How Industry Uses AWS SQS

RAJNISH MISHRA
4 min readMar 13, 2021

We have discussed about various services and various DevOps tools. We have talked about various tools for deployment, automation, managing etc. But what happens if any important information i.e. message is needed to be delivered but the service which has to receive the message is down. This may result in some service disruption and missing details and finally lead to bad impression in front of client.

To avoid this we can add message queue program in between source program and database. The middle program is very reliable and it gets message from the source program and stores it and sends it to database.

We can use message queue program by ourselves or we can use managed service by AWS known as SQS. So, let’s get some more details about AWS SQS.

Amazon Simple Queue Service

Amazon Simple Queue Service (SQS) is a fully managed message queuing service that enables you to decouple and scale microservices, distributed systems, and serverless applications. SQS eliminates the complexity and overhead associated with managing and operating message oriented middleware, and empowers developers to focus on differentiating work. Using SQS, you can send, store, and receive messages between software components at any volume, without losing messages or requiring other services to be available. Get started with SQS in minutes using the AWS console, Command Line Interface or SDK of your choice, and three simple commands.

SQS offers two types of message queues. Standard queues offer maximum throughput, best-effort ordering, and at-least-once delivery. SQS FIFO queues are designed to guarantee that messages are processed exactly once, in the exact order that they are sent.

Benefits

Eliminate administrative overhead

AWS manages all ongoing operations and underlying infrastructure needed to provide a highly available and scalable message queuing service. With SQS, there is no upfront cost, no need to acquire, install, and configure messaging software, and no time-consuming build-out and maintenance of supporting infrastructure. SQS queues are dynamically created and scale automatically so you can build and grow applications quickly and efficiently.

Reliably deliver messages

Use Amazon SQS to transmit any volume of data, at any level of throughput, without losing messages or requiring other services to be available. SQS lets you decouple application components so that they run and fail independently, increasing the overall fault tolerance of the system. Multiple copies of every message are stored redundantly across multiple availability zones so that they are available whenever needed.

Keep sensitive data secure

You can use Amazon SQS to exchange sensitive data between applications using server-side encryption (SSE) to encrypt each message body. Amazon SQS SSE integration with AWS Key Management Service (KMS) allows you to centrally manage the keys that protect SQS messages along with keys that protect your other AWS resources. AWS KMS logs every use of your encryption keys to AWS CloudTrail to help meet your regulatory and compliance needs.

Scale elastically and cost-effectively

Amazon SQS leverages the AWS cloud to dynamically scale based on demand. SQS scales elastically with your application so you don’t have to worry about capacity planning and pre-provisioning. There is no limit to the number of messages per queue, and standard queues provide nearly unlimited throughput. Costs are based on usage which provides significant cost saving versus the “always-on” model of self-managed messaging middleware.

Now, as we have understood what SQS is and what are benefits of using it. We can have a look at how various companies use AWS SQS and how it solved their issue.

Case studies

Oyster.com

AWS Services Used: Amazon EC2 & Amazon SQS.

Oyster.com uses Amazon Web Services to store and process images for their website. The team uses Amazon EC2 and Amazon SQS in an integrated workflow to generate the sizes they need for each photo. SQS communicates the photos that need to be processed and the status of the jobs.

Capital One

AWS Services Used: Amazon SQS

Capital One is modernizing their retail message queuing by migrating from self-managed message-oriented middleware systems to Amazon SQS. Capital One is using SQS to migrate several core banking applications to the cloud to ensure high availability and cost efficiency while simplifying administrative complexity and overhead.

NASA

AWS Services Used: Amazon SNS & Amazon SQS

The NASA Image and Video Library provides easy access to more than 140,000 still images, audio recordings, and videos — documenting NASA’s more than half a century of achievements in exploring the vast unknown. The architecture includes Amazon SQS to decouple incoming jobs from pipeline processes and Amazon Simple Notification Service to trigger the processing pipeline when new content is updated.

From these case studies we have understood how some of the big companies including NASA are using AWS SQS and have got benefitted.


## [What needs to be done]
Whenever the word "prompt" appears in a line of the data below, copy that line.
--- START ---
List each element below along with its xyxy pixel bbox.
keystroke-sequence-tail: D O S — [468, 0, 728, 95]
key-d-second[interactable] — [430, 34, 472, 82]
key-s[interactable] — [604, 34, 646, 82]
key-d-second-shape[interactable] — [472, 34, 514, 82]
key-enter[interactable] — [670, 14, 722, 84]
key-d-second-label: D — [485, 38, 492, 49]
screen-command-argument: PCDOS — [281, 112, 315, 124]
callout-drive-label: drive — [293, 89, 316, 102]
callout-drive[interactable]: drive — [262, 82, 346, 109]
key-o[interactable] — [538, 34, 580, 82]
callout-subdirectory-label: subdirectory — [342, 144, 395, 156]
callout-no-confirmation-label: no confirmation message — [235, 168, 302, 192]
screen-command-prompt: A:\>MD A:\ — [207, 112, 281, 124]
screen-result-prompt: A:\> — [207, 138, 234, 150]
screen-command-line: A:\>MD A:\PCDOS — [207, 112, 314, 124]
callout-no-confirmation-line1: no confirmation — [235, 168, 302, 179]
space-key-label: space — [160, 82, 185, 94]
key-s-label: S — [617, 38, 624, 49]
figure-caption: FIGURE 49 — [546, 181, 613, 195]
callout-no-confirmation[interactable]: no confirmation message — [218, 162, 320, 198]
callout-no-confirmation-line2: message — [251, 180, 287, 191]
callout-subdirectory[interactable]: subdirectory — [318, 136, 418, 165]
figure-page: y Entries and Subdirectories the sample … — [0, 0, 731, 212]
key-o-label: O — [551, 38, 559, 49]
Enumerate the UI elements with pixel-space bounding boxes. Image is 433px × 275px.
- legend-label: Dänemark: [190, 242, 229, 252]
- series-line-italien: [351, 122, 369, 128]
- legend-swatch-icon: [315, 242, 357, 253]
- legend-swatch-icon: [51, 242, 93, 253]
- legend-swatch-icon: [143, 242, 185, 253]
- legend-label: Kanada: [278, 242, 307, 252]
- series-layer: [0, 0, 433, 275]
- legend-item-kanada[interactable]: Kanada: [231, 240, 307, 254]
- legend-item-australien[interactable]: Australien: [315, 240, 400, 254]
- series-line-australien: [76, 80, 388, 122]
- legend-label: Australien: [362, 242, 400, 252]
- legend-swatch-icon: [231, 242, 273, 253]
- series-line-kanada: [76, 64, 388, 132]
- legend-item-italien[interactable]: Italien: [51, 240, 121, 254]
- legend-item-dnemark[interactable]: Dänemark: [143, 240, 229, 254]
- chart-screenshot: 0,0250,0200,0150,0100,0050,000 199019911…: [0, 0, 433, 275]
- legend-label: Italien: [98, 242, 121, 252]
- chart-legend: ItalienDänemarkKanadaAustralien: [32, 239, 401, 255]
--- END ---
--- START ---
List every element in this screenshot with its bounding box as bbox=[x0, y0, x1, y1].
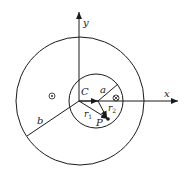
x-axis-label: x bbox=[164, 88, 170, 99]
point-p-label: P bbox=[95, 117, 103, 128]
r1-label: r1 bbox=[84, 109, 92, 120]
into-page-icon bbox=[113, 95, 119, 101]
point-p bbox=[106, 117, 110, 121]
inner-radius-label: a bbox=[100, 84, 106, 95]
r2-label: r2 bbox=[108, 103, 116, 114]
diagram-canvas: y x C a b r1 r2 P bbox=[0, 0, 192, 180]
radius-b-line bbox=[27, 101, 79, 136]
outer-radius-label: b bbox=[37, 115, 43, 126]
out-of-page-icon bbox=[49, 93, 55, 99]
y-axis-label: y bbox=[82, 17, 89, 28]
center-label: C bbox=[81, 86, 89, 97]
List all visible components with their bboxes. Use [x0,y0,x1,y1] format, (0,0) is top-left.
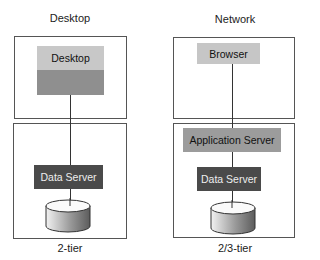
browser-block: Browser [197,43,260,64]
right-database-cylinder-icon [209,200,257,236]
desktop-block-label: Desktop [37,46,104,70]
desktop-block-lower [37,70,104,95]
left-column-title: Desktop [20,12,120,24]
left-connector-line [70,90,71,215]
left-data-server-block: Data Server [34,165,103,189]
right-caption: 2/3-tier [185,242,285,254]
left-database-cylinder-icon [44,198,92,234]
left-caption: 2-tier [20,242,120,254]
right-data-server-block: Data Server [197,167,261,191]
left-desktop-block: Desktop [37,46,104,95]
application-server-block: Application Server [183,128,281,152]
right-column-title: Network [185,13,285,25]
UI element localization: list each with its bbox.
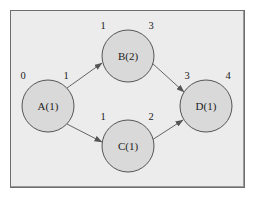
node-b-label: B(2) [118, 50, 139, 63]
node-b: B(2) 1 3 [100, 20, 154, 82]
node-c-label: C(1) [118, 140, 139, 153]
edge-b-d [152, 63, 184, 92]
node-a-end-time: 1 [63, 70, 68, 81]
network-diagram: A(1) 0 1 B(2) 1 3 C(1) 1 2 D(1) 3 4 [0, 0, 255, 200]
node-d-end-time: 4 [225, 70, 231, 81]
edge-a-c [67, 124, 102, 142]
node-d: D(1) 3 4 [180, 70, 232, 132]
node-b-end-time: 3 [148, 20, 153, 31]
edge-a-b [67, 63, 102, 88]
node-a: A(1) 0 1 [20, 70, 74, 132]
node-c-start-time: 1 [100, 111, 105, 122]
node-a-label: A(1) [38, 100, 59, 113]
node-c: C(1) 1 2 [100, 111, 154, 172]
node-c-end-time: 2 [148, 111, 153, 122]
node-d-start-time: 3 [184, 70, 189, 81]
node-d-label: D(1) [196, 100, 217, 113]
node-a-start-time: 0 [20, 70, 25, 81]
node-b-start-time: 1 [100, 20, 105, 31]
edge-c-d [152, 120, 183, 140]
--- END ---
## [Solution for this problem]
screen-command-prompt: A:\>MD A:\ — [207, 112, 281, 124]
screen-result-prompt: A:\> — [207, 138, 234, 150]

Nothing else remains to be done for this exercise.